While these lessons have become increasingly clear at the state level, however, the federal system – the inevitable site of more intense partisan squabbling – has struggled to keep up. But fiscal concerns at the national level have now made dealing with the U.S. over-incarceration epidemic a uniquely bipartisan goal.
U.S. ‘caste system’
For years, advocates have been pointing to evidence suggesting that harsh penal approaches were not resulting in lower crime rates. In fact, there is a rising understanding among both activists and implementers that the opposite is often the case: those who come in contact with the criminal justice system have a documented tendency towards additional run-ins with the law down the road. According to landmark research by the Pew Centre on the States, a research group, higher incarceration rates actually produce more crime by affecting families and vesting people with criminal records.

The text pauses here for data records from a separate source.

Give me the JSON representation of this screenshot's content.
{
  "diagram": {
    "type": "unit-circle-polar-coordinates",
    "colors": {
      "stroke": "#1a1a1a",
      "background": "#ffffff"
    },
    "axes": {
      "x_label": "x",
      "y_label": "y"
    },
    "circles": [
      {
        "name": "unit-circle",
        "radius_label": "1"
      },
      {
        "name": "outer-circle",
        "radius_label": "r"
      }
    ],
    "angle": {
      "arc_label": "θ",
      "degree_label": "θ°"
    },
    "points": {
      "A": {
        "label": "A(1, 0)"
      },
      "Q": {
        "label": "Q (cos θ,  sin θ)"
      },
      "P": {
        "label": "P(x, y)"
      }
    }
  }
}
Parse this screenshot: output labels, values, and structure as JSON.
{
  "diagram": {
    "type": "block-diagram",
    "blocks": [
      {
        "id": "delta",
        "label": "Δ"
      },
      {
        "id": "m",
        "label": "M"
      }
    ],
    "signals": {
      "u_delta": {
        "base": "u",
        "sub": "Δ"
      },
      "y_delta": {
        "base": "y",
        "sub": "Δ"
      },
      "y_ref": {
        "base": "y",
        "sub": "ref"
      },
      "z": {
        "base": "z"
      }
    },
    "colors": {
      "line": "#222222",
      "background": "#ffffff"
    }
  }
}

As in North Carolina, stronger focus on addiction treatment, alternatives to incarceration, programming aimed at helping inmates transition back into society are thus all receiving increasingly strong focus from law- and policymakers at the state and federal levels. Also as in North Carolina, since August a massive new effort has also been underway in the federal system to overhaul sentencing guidelines, including a push to do away with mandatory minimum sentences for nonviolent drug offenses.
On Thursday, the Senate Judiciary Committee approved landmark legislation, called the Smarter Sentencing Act, that would significantly reduce the severity of mandatory minimum sentences for drug charges, while also giving judges greater flexibility on how to sentence minor drug offenders. It would also extend a 2010 law retroactively aimed at lightening sentences for those convicted of possession of crack-cocaine.

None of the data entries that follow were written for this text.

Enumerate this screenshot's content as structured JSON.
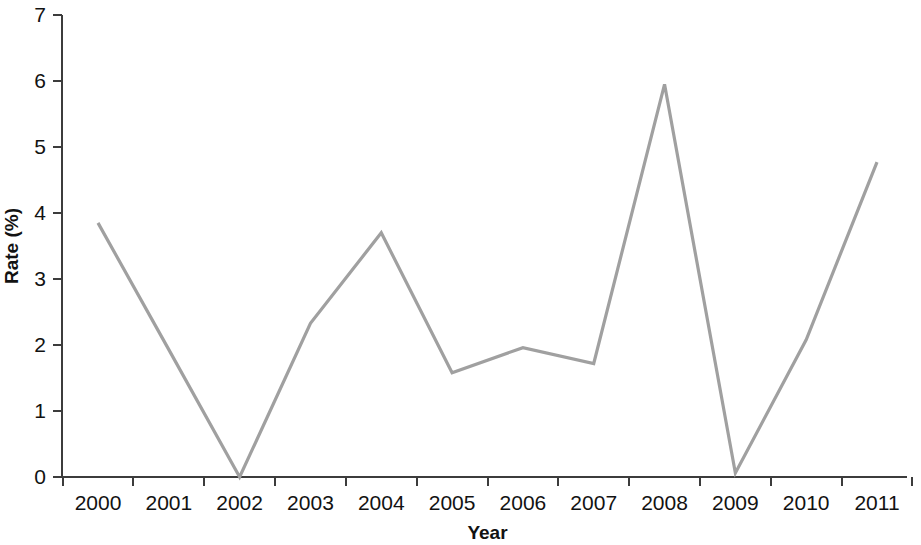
{
  "chart_data": {
    "type": "line",
    "title": "",
    "subtitle": "",
    "xlabel": "Year",
    "ylabel": "Rate (%)",
    "x": [
      2000,
      2001,
      2002,
      2003,
      2004,
      2005,
      2006,
      2007,
      2008,
      2009,
      2010,
      2011
    ],
    "categories": [
      "2000",
      "2001",
      "2002",
      "2003",
      "2004",
      "2005",
      "2006",
      "2007",
      "2008",
      "2009",
      "2010",
      "2011"
    ],
    "values": [
      3.85,
      1.93,
      0.0,
      2.33,
      3.7,
      1.58,
      1.96,
      1.72,
      5.95,
      0.06,
      2.08,
      4.77
    ],
    "series": [
      {
        "name": "Rate",
        "color": "#a0a0a0",
        "values": [
          3.85,
          1.93,
          0.0,
          2.33,
          3.7,
          1.58,
          1.96,
          1.72,
          5.95,
          0.06,
          2.08,
          4.77
        ]
      }
    ],
    "xlim": [
      2000,
      2011
    ],
    "ylim": [
      0,
      7
    ],
    "ytick_labels": [
      "0",
      "1",
      "2",
      "3",
      "4",
      "5",
      "6",
      "7"
    ],
    "yticks": [
      0,
      1,
      2,
      3,
      4,
      5,
      6,
      7
    ],
    "xtick_labels": [
      "2000",
      "2001",
      "2002",
      "2003",
      "2004",
      "2005",
      "2006",
      "2007",
      "2008",
      "2009",
      "2010",
      "2011"
    ],
    "grid": false,
    "legend": false,
    "legend_position": "none",
    "markers": false,
    "line_color": "#a0a0a0",
    "axis_color": "#3c3c3c",
    "background_color": "#ffffff"
  }
}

“The Smarter Sentencing Act is the most significant piece of criminal justice reform to make it to the Senate floor in several years,” Laura W. Murphy, director of the Washington Legislative Office for the American Civil Liberties Union (ACLU), a legal advocacy group, said Thursday.
“Extreme, one-size-fits-all sentencing has caused our federal prison population to balloon out of control, and it’s time to change these laws that destroy lives and waste taxpayer dollars.”

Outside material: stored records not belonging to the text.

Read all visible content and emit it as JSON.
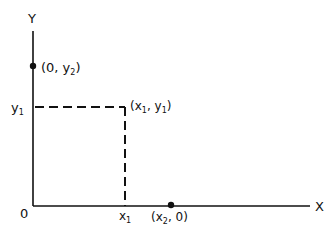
{
  "diagram": {
    "axes": {
      "x_label": "X",
      "y_label": "Y",
      "origin_label": "0"
    },
    "points": [
      {
        "name": "point-0-y2",
        "label_prefix": "(0, y",
        "label_sub": "2",
        "label_suffix": ")"
      },
      {
        "name": "point-x1-y1",
        "label_prefix": "(x",
        "label_sub1": "1",
        "label_mid": ", y",
        "label_sub2": "1",
        "label_suffix": ")"
      },
      {
        "name": "point-x2-0",
        "label_prefix": "(x",
        "label_sub": "2",
        "label_suffix": ", 0)"
      }
    ],
    "ticks": {
      "y1_main": "y",
      "y1_sub": "1",
      "x1_main": "x",
      "x1_sub": "1"
    },
    "colors": {
      "stroke": "#111111",
      "background": "#ffffff"
    }
  }
}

Also on Thursday, Deputy Attorney General James Cole announced that the Justice Department would be significantly expanding the clemency process for drug offenders. Cole requested lawyers around the country to assist inmates currently serving time for minor drug crimes in drawing up legal requests for clemency. The move signifies a notable expansion of President Obama’s move last month to commute the terms of eight people convicted of drug offenses and given sentences considered by some to be overly harsh.
“By creating a process to consider sentence reductions for people incarcerated under inhumane and outdated sentencing laws, the administration is taking measured steps to implement smart policy that honors human dignity,” Wade Henderson, president of the Leadership Conference on Civil and Human Rights, a national network of rights groups, said following the announcement.
“The War on Drugs has created a modern-day caste system in America where millions of people – disproportionately African Americans and Latinos – are imprisoned for an unconscionable length of time at a significant cost to the nation.”